Listening to Our Learners

By Mr Andy Gordon, Deputy Principal and Head of Junior School

The stethoscope on the shelf in Mr Gordon's office.

I have a stethoscope that lives on the bookshelf in my office. It is sometimes there for aesthetics or a prop, though my intention to keep it close within my view is to remind me of the following.

The inventor of the stethoscope, René Laennec, was noted as having said, "Listen to your patients. They’re telling you how to heal them."

As educators and school leaders, we are sensitive to the cultural forces, patterns, structures and energies of the people in our learning community. We need to listen to our learners. They’re telling us how to teach them, how to reach them, how to inspire them and how to nurture them.

While using our voice isn’t the only way to communicate our values, beliefs and feelings, it is one of the most recognisable and practical indicators. To be heard and understood is a fundamental need of all people. Let me now reframe the quote: listen to the voices of our learners. They’re telling us, as best they can for their age and life experience, how to teach them.

At a time when the word ‘voice’ is filling the radio waves, it is a timely opportunity to reflect on our own capacity, whether as a teacher, parent, or friend, to listen to the voice that is in front of us, in these moments of truth.

I can’t help but think of the lives saved and the bodies healed, not by the stethoscope - as it has no healing or antibiotic qualities by itself - but because the stethoscope allowed the doctor to listen, listen again…and respond.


Within the data, how many lines hold the word "content"? Answer with nothing but the number.

-------- Provided data

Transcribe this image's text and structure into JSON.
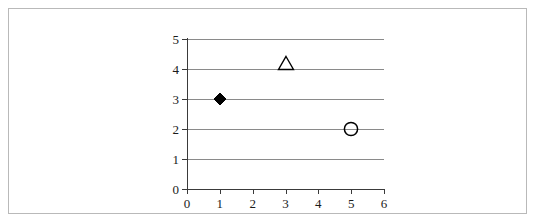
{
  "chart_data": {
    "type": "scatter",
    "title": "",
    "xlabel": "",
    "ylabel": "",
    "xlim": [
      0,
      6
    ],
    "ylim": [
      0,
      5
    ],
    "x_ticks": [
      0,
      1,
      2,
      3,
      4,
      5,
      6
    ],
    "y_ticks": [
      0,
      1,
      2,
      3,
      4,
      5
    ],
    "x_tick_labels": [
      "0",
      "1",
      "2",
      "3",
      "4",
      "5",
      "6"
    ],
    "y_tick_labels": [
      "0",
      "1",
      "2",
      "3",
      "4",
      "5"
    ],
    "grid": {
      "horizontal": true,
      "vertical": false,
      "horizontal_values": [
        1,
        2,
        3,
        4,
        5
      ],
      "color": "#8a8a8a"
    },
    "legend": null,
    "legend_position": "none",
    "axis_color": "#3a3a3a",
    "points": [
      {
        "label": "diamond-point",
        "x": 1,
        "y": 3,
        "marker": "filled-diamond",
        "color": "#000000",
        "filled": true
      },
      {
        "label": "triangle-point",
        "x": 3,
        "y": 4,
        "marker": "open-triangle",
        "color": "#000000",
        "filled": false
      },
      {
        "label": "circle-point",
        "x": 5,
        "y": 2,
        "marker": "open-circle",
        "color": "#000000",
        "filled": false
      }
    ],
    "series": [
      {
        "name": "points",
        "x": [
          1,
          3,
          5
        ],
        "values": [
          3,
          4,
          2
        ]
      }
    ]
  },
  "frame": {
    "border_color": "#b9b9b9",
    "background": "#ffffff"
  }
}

----------------
-------- Provided data

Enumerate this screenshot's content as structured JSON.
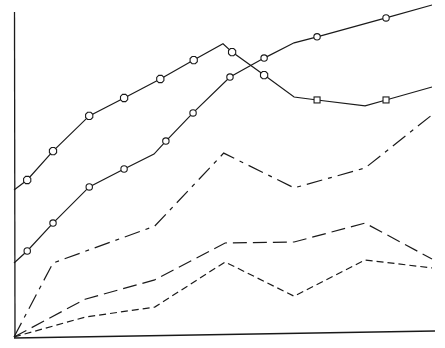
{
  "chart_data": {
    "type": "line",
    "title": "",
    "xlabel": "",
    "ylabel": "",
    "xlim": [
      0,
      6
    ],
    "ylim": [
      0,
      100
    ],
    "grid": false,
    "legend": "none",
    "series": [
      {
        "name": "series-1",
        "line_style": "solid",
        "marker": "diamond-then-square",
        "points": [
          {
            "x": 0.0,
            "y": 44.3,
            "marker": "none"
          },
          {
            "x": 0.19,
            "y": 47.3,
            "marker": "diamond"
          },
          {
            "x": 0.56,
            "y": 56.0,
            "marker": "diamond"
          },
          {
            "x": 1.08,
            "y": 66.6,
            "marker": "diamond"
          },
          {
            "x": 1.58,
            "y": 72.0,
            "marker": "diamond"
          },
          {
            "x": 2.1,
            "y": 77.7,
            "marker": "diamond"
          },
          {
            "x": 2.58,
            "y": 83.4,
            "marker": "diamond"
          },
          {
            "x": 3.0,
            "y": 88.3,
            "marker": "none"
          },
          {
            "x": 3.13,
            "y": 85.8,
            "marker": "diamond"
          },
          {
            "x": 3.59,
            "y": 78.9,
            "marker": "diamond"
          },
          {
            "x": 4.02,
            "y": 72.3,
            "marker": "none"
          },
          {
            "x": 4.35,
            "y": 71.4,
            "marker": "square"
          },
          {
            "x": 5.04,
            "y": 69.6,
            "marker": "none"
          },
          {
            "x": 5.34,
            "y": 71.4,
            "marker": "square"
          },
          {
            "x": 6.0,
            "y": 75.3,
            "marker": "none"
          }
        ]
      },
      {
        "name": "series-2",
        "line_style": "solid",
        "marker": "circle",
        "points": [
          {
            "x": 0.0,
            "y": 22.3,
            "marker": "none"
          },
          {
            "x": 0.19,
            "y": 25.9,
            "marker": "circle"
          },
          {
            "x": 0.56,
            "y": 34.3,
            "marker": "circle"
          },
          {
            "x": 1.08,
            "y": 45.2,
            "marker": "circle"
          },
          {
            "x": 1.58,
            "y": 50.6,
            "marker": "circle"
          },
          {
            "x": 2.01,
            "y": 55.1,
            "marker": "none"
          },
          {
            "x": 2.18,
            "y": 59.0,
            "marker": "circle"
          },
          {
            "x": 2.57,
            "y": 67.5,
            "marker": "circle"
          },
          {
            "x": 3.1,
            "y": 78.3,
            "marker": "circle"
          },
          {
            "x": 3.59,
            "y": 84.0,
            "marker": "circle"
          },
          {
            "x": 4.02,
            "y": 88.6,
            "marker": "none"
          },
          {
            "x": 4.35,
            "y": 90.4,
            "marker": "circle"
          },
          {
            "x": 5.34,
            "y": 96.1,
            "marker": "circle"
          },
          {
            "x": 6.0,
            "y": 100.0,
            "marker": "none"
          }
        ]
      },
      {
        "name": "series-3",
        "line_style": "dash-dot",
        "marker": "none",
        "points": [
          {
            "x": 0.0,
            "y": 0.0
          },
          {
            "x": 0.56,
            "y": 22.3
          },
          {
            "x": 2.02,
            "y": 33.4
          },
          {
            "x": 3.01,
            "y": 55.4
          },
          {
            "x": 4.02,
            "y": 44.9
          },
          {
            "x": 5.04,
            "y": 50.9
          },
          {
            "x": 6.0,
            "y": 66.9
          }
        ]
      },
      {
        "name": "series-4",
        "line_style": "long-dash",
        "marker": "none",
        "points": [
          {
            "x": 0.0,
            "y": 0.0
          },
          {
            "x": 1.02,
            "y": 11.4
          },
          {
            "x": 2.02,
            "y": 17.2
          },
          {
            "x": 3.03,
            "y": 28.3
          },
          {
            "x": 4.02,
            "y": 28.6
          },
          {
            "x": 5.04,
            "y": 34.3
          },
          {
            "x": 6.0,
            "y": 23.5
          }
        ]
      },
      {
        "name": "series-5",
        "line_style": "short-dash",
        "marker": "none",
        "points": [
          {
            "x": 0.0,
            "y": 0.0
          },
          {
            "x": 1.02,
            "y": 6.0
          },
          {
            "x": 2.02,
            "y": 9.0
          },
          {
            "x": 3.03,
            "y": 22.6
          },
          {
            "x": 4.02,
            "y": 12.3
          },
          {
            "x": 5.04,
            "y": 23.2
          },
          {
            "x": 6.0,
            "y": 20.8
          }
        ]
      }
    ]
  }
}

----------------
-------- Provided data

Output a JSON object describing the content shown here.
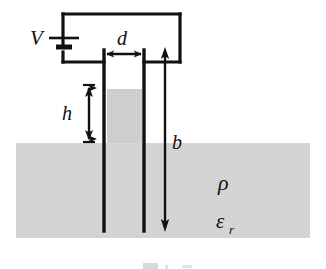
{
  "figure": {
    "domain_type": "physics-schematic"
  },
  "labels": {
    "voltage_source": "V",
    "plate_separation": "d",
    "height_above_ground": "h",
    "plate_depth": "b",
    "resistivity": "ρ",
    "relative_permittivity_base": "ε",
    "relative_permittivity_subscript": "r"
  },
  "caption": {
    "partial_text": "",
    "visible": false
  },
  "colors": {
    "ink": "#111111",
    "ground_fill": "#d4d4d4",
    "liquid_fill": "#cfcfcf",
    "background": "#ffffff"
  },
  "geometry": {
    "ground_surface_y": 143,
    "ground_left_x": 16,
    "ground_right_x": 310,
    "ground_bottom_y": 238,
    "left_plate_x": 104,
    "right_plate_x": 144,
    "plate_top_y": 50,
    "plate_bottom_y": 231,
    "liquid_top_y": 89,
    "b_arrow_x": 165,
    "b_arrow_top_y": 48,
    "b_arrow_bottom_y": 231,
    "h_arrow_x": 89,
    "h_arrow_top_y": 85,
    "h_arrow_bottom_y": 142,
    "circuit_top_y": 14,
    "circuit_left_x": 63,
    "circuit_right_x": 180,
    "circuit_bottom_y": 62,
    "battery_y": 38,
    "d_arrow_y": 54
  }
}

----------------

** Expected answer **
2